The Rev Enoch Mark, whose two daughters were among those kidnapped, said the Nigerian military had missed a crucial chance to rescue the girls.

"For a good 11 days our daughters were sitting in one place," he said.

The terrorists have blown up one of the main bridges into the region in what might be an attempt to frustrate efforts to rescue the girls.

The latest violence was in the town of Liman Kara, prompting about 3000 people to flee.

Last weekend about 300 people were reported to have been killed in the remote northeastern town of Warabe.

Some of the residents fleeing Liman Kara said the insurgents had blown up the bridge that linked Borno state - Boko Haram's main stronghold - to Adama state to the south.

Teams of British, American and French experts have flown into the capital, Abuja, to assist in trying to rescue the girls.

But a prominent Nigerian Islamic scholar, Ahmed Mahmud-Gumi, speaking in the northern city of Kaduna, warned yesterday that having foreign military experts on Nigerian soil could worsen the conflict by drawing foreign extremists to West Africa.

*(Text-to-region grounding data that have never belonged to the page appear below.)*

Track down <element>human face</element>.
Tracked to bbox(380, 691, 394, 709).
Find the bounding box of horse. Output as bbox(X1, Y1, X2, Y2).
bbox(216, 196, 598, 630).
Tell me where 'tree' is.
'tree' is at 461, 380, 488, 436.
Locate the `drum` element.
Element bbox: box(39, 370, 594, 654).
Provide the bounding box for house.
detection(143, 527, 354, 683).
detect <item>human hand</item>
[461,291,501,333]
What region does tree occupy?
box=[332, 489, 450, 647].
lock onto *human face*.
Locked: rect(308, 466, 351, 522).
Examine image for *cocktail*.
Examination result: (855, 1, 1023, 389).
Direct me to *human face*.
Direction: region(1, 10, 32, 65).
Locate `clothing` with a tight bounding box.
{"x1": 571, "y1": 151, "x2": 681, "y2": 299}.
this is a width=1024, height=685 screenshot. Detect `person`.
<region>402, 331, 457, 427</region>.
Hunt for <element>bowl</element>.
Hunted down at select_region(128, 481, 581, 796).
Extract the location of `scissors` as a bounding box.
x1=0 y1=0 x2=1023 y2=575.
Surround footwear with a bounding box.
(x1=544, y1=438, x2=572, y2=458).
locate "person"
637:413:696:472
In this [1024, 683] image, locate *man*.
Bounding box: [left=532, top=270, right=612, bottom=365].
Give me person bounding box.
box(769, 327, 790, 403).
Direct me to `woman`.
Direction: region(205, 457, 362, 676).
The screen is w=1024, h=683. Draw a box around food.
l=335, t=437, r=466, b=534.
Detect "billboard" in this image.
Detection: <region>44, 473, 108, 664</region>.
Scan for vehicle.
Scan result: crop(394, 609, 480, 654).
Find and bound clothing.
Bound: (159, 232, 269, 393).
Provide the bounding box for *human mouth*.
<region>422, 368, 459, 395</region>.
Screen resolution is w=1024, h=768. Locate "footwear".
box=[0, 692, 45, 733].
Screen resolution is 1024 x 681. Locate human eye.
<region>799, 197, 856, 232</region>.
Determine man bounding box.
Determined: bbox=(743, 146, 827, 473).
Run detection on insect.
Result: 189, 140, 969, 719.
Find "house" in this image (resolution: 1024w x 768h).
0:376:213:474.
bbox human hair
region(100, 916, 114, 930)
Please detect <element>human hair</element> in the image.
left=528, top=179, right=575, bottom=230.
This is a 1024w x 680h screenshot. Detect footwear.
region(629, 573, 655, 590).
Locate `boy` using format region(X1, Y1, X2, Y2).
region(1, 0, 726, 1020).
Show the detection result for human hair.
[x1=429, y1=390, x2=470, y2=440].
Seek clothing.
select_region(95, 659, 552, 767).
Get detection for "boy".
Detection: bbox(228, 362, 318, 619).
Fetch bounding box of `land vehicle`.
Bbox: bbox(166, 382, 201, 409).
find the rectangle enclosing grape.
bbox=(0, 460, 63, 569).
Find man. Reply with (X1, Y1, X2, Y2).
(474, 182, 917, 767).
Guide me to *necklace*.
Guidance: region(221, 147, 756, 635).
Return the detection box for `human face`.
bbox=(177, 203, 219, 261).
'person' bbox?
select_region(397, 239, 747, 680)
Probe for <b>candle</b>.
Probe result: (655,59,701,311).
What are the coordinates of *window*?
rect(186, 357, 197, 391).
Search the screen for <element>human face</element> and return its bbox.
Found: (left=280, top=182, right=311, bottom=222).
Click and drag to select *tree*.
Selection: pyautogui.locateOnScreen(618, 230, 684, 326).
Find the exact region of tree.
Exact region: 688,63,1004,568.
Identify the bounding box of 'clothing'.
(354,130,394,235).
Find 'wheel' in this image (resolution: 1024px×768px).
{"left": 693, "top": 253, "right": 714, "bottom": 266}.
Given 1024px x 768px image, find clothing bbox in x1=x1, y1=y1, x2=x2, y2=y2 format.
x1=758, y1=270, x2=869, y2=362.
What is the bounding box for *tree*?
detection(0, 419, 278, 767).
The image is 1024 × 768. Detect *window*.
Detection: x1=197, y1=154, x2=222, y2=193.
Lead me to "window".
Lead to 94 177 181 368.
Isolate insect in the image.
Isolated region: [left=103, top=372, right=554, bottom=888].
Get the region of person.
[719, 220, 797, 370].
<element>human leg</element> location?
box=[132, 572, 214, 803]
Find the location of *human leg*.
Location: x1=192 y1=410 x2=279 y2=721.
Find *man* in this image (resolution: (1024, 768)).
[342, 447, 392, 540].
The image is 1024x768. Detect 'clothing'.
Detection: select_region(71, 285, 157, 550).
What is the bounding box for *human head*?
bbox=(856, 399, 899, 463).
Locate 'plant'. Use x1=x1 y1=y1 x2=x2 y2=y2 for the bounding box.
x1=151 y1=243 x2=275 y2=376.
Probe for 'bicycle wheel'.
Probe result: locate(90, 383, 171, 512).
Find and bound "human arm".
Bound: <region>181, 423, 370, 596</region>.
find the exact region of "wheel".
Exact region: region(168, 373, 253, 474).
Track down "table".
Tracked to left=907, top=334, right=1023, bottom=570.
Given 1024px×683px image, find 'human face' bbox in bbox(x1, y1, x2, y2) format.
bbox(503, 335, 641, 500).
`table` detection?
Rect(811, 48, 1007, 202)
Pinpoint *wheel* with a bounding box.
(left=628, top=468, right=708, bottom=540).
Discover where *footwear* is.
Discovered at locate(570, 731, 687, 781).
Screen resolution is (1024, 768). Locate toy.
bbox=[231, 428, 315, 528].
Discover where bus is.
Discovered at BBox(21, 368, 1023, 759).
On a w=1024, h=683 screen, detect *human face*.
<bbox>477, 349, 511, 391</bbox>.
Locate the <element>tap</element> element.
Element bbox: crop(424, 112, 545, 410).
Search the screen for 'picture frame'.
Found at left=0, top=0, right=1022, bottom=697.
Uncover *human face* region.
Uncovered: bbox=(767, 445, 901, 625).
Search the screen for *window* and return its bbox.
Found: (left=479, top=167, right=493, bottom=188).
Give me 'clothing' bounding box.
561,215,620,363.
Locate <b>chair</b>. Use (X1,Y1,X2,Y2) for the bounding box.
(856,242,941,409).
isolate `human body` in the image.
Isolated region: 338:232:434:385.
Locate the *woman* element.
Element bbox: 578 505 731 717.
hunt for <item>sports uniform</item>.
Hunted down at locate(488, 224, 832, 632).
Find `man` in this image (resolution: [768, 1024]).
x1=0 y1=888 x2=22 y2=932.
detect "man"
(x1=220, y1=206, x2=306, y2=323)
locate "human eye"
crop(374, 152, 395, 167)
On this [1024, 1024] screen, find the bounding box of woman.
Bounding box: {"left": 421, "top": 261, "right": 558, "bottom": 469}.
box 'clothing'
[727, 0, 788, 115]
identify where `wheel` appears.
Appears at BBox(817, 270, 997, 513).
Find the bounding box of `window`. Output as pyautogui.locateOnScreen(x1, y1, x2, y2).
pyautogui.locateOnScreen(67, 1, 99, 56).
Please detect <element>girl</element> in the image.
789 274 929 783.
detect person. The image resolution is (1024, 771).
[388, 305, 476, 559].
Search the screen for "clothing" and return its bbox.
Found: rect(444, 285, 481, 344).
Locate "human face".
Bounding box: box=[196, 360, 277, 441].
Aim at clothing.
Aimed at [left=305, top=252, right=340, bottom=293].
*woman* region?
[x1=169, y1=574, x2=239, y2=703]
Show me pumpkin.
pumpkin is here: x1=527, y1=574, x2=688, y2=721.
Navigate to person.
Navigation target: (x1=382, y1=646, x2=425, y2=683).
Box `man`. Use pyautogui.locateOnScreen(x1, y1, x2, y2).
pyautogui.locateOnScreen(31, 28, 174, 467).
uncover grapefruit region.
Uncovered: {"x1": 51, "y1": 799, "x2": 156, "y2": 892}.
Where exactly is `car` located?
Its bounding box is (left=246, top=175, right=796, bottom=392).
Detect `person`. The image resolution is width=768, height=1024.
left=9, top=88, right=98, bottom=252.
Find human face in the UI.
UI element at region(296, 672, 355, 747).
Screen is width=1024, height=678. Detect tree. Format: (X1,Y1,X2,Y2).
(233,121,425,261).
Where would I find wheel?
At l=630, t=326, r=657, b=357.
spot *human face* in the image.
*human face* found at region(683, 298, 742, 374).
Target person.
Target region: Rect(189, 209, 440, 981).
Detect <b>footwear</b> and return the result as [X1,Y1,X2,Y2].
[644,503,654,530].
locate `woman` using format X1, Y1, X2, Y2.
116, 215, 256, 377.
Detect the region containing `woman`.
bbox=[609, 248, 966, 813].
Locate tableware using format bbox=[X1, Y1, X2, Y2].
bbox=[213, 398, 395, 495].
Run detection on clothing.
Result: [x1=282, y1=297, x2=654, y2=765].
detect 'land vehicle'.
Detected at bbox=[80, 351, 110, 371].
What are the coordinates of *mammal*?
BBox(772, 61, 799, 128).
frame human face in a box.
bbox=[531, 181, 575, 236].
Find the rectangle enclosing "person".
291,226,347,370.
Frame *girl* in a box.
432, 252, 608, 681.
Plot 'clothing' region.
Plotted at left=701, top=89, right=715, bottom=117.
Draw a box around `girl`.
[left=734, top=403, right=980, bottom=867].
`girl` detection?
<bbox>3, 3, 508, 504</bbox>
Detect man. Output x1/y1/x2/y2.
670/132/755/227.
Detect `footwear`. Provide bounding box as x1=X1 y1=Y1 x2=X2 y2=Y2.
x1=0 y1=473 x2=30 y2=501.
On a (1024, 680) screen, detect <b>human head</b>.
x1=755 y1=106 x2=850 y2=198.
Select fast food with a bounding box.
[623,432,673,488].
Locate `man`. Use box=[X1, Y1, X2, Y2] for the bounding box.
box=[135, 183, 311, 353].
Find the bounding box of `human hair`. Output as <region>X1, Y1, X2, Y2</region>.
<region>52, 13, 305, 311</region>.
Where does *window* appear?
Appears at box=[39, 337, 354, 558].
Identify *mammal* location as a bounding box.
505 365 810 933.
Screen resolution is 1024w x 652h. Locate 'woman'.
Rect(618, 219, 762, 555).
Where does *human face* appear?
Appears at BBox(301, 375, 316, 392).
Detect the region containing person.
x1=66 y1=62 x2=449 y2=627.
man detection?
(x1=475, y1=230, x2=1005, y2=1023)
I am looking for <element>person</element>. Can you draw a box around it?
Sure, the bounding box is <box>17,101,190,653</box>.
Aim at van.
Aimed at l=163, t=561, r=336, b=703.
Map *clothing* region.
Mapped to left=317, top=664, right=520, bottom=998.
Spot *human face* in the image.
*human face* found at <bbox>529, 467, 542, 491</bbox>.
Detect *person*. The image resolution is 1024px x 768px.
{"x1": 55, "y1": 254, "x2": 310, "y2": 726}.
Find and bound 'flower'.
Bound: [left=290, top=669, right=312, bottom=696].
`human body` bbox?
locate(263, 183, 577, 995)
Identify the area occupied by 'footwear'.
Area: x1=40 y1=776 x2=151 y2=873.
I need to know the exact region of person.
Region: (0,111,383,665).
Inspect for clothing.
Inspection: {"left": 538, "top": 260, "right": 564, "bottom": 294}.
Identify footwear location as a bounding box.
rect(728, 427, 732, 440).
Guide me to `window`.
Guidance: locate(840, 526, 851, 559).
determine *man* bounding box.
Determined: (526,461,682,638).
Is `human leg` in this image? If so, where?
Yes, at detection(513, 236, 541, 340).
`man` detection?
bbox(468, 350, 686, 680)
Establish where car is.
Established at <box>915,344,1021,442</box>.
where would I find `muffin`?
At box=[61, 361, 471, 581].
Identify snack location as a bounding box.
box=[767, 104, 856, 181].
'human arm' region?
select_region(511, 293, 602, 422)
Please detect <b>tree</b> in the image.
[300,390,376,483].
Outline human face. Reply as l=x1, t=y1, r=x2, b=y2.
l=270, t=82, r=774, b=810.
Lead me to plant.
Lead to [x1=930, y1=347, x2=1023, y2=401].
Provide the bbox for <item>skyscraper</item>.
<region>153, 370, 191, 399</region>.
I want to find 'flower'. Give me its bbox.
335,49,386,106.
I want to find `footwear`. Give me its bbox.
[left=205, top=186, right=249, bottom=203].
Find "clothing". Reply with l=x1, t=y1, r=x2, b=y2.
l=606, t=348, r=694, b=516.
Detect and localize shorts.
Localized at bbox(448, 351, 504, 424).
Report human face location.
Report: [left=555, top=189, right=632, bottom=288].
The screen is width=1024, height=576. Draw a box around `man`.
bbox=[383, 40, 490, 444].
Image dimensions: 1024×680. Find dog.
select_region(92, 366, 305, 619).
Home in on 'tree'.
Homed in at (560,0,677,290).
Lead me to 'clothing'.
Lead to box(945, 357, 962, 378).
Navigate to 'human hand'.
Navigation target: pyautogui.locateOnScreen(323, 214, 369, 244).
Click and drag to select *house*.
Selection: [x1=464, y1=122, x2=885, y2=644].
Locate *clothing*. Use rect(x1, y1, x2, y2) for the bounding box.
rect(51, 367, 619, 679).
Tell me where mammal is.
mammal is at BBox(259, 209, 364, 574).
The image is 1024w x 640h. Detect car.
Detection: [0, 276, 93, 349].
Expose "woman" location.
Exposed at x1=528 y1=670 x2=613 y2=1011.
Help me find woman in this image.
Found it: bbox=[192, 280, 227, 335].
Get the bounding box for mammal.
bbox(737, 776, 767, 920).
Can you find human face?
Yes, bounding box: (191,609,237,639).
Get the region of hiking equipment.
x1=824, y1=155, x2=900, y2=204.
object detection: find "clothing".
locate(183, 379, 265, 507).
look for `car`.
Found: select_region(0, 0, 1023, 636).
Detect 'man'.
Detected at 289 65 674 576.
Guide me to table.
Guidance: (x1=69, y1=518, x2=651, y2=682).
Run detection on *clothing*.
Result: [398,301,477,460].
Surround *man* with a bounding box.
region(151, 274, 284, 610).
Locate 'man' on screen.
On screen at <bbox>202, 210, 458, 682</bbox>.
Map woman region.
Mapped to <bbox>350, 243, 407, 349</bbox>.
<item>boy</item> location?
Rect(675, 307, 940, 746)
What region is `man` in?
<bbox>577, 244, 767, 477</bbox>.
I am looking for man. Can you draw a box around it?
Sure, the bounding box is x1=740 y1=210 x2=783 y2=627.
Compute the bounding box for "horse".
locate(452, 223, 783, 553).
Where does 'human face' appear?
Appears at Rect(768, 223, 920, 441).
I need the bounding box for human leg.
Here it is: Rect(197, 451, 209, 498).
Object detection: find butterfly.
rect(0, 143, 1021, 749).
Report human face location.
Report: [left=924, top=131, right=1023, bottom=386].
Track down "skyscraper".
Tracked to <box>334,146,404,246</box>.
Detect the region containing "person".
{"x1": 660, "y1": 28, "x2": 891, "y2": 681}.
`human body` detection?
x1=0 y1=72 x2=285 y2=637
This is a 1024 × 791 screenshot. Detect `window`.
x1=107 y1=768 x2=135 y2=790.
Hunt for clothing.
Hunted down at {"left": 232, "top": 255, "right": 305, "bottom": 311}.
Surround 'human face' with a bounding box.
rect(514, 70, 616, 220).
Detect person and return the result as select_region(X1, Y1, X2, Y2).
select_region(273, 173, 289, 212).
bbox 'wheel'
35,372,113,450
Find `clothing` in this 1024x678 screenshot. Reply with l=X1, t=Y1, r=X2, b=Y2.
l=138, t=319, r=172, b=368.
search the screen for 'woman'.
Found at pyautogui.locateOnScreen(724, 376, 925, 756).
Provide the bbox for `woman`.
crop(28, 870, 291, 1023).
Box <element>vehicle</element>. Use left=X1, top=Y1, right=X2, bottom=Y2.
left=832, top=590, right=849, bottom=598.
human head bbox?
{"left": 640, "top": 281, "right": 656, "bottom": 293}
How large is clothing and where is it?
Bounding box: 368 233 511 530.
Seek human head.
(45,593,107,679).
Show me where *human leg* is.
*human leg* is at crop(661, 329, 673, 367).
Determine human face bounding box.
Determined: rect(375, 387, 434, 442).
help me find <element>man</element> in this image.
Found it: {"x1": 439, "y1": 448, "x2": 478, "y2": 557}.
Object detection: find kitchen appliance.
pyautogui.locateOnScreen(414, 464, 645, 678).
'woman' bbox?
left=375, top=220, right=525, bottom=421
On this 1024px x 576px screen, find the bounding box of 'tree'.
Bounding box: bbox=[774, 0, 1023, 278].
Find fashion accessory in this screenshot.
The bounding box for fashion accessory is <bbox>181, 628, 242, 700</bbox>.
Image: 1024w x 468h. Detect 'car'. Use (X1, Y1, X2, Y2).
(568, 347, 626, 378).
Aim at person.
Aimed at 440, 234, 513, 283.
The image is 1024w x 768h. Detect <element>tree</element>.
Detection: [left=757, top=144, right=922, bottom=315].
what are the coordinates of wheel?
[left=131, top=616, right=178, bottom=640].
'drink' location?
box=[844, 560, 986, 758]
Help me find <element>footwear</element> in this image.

"Foreign terrorists are eager to engage foreign forces, making Nigeria just another battleground like Afghanistan and Iraq," he said.

General Ibrahim Babangida, a former Nigerian military ruler, has urged his country's Muslims to stop extremists sullying the name of Islam.

"Islam enjoins you to live peacefully with your fellow human beings," he told the BBC's Hausa Service.

In Qatar, the International Union for Muslim Scholars also condemned "the terrible crimes" as "offensive to Islam" and "very far from Islamic teachings".

It called on Boko Haram to release the girls immediately.